An Introduction to Interpretation
By daisy on Jun 21, 2011 | In Audio Archives
1 comment
Comment from: Chris Graves [Visitor]
"You wake up in the morning and find yourself back to back in bed with an unconscious violinist. A famous unconscious violinist. He has been found to have a fatal kidney ailment, and the Society of Music Lovers has canvassed all the available medical records and found that you alone have the right blood type to help. They have therefore kidnapped you, and last night the violinist's circulatory system was plugged into yours, so that your kidneys can be used to extract poisons from his blood as well as your own. [If he is unplugged from you now, he will die; but] in nine months he will have recovered from his ailment, and can safely be unplugged from you."
I agree with Ms. Thompson's intuition that it is up the person whose body is being used to sustain the incapacitated violinist whether to continue the treatment or to unplug him. If the person whose kidneys are being appropriated without his permission decides to leave the violinist plugged into his body, then that generous decision is supererogatory, i.e. the decision is above and beyond the call of duty. Ms. Thompson sees this hypothetical case as analogous to the case of abortion. While I disagree with her that her parable demonstrates the moral permissibility of abortion for any reason, I do see the parallel with abortion in the case of rape or incest since the woman did not consent to sex and did not assume the risk of conceiving a child and carrying the child to term.
Abortion in the case of rape or incest appeals to the principle of "double effect." Here the woman and the doctor are not primarily killing the child as much as they are protecting the woman. The same principle applies in the case of abortion for therapeutic reasons.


**What is expected**
Look through the entries below for the string "Other", and copy each line where it is found.

(Collected data entries)

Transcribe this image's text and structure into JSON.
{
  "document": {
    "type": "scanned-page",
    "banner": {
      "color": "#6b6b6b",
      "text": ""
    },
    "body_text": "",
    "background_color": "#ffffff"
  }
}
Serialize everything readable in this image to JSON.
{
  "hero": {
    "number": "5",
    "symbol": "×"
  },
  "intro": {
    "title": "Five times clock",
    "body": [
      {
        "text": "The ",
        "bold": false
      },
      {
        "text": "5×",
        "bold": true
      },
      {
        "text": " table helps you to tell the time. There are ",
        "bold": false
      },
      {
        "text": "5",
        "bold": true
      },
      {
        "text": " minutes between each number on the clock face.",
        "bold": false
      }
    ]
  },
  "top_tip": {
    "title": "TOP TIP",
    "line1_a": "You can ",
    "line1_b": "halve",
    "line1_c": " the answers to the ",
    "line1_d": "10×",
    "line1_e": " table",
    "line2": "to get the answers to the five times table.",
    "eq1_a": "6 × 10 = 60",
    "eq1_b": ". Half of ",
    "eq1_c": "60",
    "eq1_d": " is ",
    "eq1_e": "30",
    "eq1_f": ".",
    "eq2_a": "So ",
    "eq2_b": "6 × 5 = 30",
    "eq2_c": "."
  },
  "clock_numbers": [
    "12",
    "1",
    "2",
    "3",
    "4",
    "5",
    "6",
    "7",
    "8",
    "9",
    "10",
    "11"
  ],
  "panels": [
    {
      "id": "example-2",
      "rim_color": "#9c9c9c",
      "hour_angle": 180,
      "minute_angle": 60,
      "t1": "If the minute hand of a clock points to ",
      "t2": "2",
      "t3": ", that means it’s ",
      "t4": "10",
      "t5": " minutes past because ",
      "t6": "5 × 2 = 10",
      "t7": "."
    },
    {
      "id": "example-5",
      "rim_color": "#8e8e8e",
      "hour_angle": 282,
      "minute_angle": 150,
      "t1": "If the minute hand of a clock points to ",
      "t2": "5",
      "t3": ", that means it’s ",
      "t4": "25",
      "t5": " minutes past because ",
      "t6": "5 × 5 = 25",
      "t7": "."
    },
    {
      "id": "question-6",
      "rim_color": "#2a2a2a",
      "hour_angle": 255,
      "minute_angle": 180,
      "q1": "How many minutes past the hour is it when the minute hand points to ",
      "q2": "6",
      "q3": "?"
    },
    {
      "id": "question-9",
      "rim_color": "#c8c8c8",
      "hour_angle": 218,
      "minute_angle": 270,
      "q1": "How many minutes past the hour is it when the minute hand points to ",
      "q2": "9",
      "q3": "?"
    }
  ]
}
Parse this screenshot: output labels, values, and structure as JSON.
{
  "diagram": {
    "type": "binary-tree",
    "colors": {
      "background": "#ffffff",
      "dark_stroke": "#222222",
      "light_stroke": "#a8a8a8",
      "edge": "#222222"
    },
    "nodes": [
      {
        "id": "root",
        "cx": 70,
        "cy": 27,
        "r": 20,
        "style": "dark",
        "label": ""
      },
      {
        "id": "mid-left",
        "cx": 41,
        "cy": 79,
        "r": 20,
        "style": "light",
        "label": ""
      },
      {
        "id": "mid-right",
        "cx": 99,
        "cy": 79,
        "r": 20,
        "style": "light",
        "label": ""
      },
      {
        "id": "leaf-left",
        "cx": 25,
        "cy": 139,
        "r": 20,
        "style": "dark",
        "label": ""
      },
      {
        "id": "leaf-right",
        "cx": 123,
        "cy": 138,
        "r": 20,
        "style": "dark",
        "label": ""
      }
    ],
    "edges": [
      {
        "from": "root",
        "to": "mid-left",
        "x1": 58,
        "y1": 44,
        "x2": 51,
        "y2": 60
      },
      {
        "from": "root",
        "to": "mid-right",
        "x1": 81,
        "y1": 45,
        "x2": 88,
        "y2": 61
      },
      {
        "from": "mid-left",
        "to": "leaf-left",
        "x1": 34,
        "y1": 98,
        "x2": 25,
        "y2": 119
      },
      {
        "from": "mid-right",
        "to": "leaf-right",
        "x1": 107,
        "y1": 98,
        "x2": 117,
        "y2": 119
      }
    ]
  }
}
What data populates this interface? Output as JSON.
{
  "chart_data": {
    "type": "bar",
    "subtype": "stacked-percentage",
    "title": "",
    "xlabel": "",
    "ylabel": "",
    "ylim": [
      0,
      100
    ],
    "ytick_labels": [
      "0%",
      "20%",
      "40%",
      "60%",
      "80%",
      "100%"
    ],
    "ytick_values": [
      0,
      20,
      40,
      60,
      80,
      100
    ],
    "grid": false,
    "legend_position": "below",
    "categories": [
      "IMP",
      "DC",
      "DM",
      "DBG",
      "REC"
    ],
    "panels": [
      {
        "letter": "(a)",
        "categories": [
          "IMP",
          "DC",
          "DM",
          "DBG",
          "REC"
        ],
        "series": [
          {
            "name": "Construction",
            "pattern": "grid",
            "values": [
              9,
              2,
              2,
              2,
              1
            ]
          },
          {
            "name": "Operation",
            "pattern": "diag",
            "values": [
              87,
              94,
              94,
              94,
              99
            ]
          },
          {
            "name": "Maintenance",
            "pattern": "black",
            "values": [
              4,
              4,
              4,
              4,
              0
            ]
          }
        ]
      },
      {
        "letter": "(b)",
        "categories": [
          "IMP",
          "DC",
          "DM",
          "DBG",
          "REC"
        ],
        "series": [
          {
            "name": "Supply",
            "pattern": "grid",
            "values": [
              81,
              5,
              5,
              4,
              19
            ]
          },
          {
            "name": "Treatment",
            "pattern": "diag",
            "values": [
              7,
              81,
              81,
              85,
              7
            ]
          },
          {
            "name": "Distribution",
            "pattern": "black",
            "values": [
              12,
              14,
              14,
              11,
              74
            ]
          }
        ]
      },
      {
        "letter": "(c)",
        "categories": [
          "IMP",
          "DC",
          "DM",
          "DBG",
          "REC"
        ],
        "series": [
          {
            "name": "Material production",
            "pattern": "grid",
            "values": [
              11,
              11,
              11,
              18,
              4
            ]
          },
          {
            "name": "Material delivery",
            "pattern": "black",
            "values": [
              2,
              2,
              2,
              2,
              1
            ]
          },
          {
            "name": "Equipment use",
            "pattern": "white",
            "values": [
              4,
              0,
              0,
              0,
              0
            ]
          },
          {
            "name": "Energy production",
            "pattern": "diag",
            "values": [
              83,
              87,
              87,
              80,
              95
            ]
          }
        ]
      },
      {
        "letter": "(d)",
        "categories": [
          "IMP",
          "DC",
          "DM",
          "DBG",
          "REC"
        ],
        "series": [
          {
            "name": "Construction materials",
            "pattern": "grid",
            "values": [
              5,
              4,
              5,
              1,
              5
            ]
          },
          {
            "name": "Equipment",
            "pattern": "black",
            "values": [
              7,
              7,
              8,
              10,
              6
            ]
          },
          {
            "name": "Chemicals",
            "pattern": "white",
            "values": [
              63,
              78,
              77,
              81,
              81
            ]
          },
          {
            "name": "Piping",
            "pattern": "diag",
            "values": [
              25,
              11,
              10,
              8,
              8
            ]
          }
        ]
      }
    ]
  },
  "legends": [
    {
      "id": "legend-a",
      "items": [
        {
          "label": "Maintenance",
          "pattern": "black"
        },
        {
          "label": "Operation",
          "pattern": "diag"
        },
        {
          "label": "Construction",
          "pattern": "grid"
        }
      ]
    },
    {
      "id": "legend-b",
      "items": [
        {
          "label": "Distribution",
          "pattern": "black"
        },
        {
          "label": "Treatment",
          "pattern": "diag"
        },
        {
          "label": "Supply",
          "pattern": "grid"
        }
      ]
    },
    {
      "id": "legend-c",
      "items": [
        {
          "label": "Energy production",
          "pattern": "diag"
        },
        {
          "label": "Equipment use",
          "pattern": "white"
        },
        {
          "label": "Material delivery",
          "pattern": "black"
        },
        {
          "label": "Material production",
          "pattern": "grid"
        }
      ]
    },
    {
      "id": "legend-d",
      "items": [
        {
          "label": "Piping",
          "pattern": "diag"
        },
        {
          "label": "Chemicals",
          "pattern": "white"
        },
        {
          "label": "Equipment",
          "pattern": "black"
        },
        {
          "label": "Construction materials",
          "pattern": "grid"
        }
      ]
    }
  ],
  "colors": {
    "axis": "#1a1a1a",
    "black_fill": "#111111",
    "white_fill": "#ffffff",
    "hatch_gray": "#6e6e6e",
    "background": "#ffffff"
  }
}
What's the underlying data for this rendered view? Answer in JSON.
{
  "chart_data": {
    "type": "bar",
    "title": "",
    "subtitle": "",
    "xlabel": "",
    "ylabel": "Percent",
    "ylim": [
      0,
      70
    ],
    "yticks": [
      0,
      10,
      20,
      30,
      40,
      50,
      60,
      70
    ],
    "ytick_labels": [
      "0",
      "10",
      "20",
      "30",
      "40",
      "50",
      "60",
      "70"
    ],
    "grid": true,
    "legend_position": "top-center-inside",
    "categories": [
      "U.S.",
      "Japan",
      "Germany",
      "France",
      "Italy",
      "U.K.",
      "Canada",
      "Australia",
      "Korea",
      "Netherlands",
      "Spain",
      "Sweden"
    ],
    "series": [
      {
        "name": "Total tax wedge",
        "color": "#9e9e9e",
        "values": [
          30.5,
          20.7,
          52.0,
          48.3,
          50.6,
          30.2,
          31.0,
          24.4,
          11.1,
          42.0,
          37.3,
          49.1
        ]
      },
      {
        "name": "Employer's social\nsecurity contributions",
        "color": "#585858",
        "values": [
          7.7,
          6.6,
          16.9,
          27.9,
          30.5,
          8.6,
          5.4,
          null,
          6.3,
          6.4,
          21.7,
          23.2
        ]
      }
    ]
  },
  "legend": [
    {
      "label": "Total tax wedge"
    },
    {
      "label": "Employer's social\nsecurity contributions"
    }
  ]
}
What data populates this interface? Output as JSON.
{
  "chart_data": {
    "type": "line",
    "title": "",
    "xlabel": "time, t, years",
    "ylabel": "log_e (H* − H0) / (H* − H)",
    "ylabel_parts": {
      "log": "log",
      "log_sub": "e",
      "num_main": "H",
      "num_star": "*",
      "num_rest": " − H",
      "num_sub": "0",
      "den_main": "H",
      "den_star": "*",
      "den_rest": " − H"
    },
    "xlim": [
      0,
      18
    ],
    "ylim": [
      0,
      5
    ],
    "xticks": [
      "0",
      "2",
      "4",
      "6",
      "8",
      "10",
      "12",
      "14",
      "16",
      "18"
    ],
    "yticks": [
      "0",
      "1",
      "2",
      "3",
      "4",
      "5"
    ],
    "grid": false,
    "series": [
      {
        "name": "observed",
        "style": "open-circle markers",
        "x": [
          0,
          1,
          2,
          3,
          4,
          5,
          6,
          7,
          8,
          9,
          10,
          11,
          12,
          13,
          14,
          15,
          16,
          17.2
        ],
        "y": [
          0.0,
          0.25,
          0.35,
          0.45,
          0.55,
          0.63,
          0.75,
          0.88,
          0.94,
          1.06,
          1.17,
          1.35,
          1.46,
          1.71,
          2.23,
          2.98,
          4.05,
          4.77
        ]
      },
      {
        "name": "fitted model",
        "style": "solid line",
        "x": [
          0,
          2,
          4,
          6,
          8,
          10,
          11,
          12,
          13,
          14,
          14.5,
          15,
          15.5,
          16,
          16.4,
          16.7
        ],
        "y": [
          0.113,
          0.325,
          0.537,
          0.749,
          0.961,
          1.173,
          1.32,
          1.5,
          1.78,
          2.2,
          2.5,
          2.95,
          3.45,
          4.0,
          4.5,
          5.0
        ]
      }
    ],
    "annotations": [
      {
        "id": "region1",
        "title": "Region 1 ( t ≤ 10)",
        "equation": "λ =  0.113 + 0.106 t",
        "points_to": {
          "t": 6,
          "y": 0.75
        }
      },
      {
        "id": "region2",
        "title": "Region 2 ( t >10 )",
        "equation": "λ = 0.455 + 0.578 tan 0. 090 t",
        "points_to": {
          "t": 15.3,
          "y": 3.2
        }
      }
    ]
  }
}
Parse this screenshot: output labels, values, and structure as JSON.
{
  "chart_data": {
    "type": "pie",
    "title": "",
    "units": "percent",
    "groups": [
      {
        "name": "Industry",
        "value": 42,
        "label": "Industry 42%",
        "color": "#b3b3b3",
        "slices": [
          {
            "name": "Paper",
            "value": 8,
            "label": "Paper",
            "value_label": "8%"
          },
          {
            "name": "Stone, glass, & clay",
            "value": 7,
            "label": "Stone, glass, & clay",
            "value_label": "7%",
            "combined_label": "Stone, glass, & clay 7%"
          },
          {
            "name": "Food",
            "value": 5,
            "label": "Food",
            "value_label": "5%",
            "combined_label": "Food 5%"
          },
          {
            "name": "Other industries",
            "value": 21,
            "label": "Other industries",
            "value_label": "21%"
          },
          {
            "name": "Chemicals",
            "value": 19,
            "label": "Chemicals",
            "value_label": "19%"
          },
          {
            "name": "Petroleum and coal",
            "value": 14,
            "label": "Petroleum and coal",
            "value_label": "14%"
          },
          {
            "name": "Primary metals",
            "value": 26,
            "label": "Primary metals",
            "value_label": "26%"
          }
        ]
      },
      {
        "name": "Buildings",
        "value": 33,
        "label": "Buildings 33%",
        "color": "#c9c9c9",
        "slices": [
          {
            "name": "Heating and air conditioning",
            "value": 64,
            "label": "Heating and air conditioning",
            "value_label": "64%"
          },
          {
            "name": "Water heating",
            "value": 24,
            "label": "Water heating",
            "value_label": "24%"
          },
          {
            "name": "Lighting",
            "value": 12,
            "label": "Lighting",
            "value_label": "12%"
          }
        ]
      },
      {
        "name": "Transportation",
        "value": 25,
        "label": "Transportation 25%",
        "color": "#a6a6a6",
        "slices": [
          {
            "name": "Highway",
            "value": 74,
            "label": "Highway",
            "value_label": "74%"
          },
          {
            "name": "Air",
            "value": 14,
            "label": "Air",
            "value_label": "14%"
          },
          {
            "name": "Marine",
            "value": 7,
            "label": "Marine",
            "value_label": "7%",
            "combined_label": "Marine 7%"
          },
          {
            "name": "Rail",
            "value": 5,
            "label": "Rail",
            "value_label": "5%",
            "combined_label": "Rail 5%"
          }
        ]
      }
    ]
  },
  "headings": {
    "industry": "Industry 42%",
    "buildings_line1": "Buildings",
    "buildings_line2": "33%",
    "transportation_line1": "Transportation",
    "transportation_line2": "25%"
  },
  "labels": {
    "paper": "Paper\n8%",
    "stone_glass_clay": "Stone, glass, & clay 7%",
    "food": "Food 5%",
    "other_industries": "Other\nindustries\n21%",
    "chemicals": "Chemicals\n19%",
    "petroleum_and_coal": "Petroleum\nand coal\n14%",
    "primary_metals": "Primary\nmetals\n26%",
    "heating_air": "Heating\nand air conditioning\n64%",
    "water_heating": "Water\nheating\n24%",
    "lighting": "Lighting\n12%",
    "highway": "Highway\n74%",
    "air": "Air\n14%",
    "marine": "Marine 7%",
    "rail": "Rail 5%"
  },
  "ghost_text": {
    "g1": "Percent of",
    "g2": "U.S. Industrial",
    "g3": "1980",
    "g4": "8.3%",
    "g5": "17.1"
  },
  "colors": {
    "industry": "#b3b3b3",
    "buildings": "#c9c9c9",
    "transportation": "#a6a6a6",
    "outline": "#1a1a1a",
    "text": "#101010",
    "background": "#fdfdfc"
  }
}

**Solution to the problem**
            "name": "Other industries",
            "label": "Other industries",
    "other_industries": "Other\nindustries\n21%",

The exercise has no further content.